The only reason we collect customer feedback, including Net Promoter ® is to understand how we can improve the customer experience and lift profits. Often this impacts the organisational structure, but driving change in this area can be difficult.
Beatrice Hofmeyr having identified this issue and is doing something about it. She is currently collecting practical, best practice techniques from real Australian organisations. In today’s guest post Beatrice provides some great early findings from the project.
Please welcome Beatrice Hofmeyr…
The interest in organisational design has been growing over recent years amongst Australian business executives. One of the reasons for this is our organisations have become more complex as we attempt to respond to customer feedback and market pressures.
No longer does the assumption apply: “All you need are good people”. They will make any organisational structure work.”
But if just having good people is not enough what is?
To answer that question over the past 3 months I have interviewed 23 executives from private and public sector organisations with a cross section of industry and size. Industries represented are financial services, retail, aviation, professional services, resources, technology, property, telecommunications, construction, FMCG and gaming.
The data I received is so valuable that I decided to write a book about it titled: “Innovative Organisational Design for Australian organisations”.
It has been a fascinating process and I can summarise my insights thus far.
Poor Organisational Design Leads to Poor Customer Service
Without exception, the contributors I have interviewed are passionate about organisational design but have common frustrations. The general consensus is that business understands that poor organisational design leads to poor customer service, confusion, duplication, frustration and kills productivity.
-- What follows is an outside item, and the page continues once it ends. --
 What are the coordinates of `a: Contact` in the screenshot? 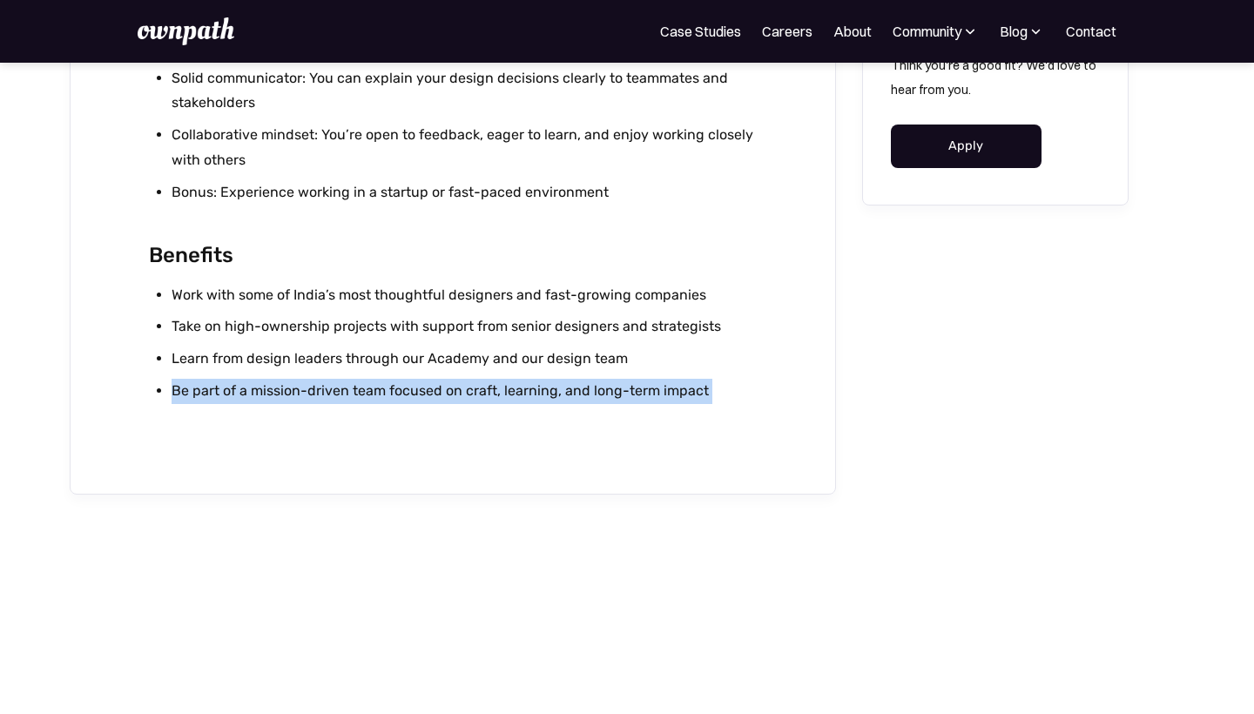 It's located at (1091, 31).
Organisational design is often equated with organisational re-structure – the infamous “sticks and boxes”. Often the structure, or people within the structure are blamed for performance issues and a re-structure is seen to be the “fix”. Politics get in the way of delivering deep change, and my contributors expressed frustration with the way organisational designs are implemented.
We all agree that we want to find better ways to design and implement.
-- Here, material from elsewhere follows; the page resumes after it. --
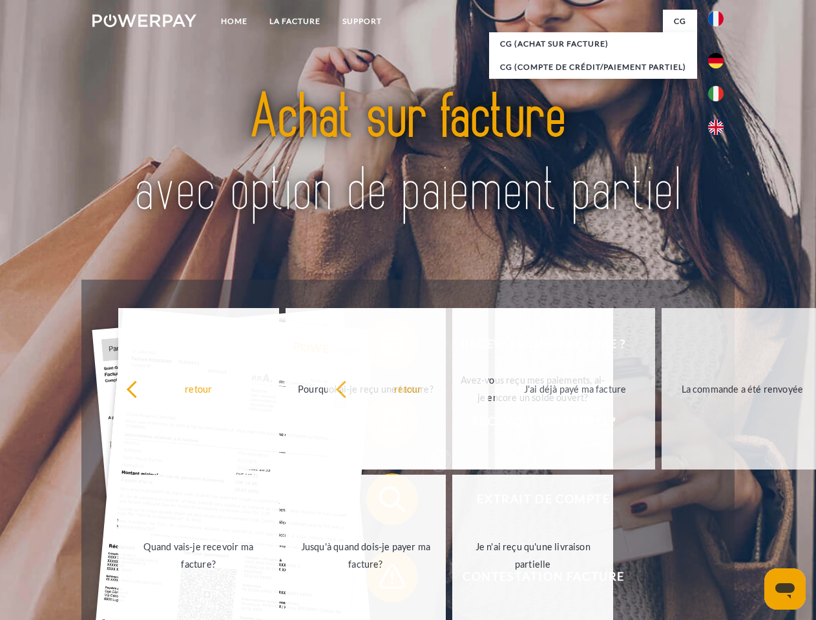 The image size is (816, 620). I want to click on a: Support, so click(362, 21).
The Language We Use Is Part of the Problem
My contributors and I grappled with decoding the jargon of organisational design. We have different definitions for key concepts, making it difficult to understand each other and speak the same language.
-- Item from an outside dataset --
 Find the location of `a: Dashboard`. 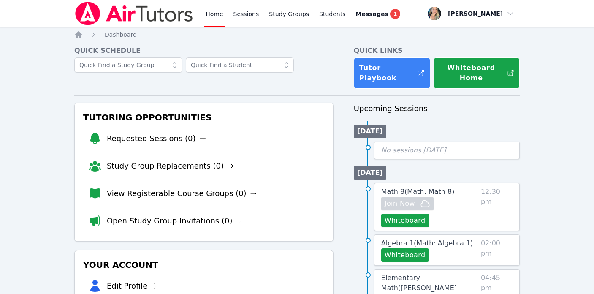

a: Dashboard is located at coordinates (121, 35).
For example, organisational design sometimes means purely organisational structure, other times organisational design means the complete “people-part” of target operating model design (with process and technology as streams alongside).
Still other times organisational design is regarded as everything one does to align the organisation with strategy – in effect strategy implementation in its broadest sense.
You Need a Roadmap for Organisation Design
The conclusion we reached is that we need a straightforward roadmap for organisational design.
A roadmap is a graphical representation of the interaction of key business concepts showing their interrelatedness and their sequencing. A roadmap facilitates communication and decision making.
There was consensus that if we are to create an organisation design roadmap, it would have to be straightforward, no-nonsense, practical and user-friendly for any executive to pick up and assimilate quickly. Tools, templates and checklists would be key features.
Co-Design Lifts the Prospects of Success
Generally speaking the way we currently engage staff in designing new business and operating models is best described as “representation”.
The most common approach is to have representation from senior levels of the organisation but to rely quite heavily on external expertise in shaping the design. When a design is around 80% complete most organisations open it for comment to a broader staff audience, and then refine the design based on this feedback.
However, from my experience and that of some of my contributors, authentic co-design makes good business sense.
Co-design is based on systems thinking and focuses on bringing the people who know the business best into the early stages of the design process, and shaping the design with their full participation. I believe that co-design gives one a much better chance of a well implemented operating model that delivers actual business value.
About Beatrice Hofmeyr
Dr. Beatrice Hofmeyr’s experience spans 20 years in the fields of Organisational Improvement and Business Transformation, across public and private sector organisations. Beatrice specialises in all aspects of Organisation Design including target operating model design, organisational structure, value stream mapping and performance metric design.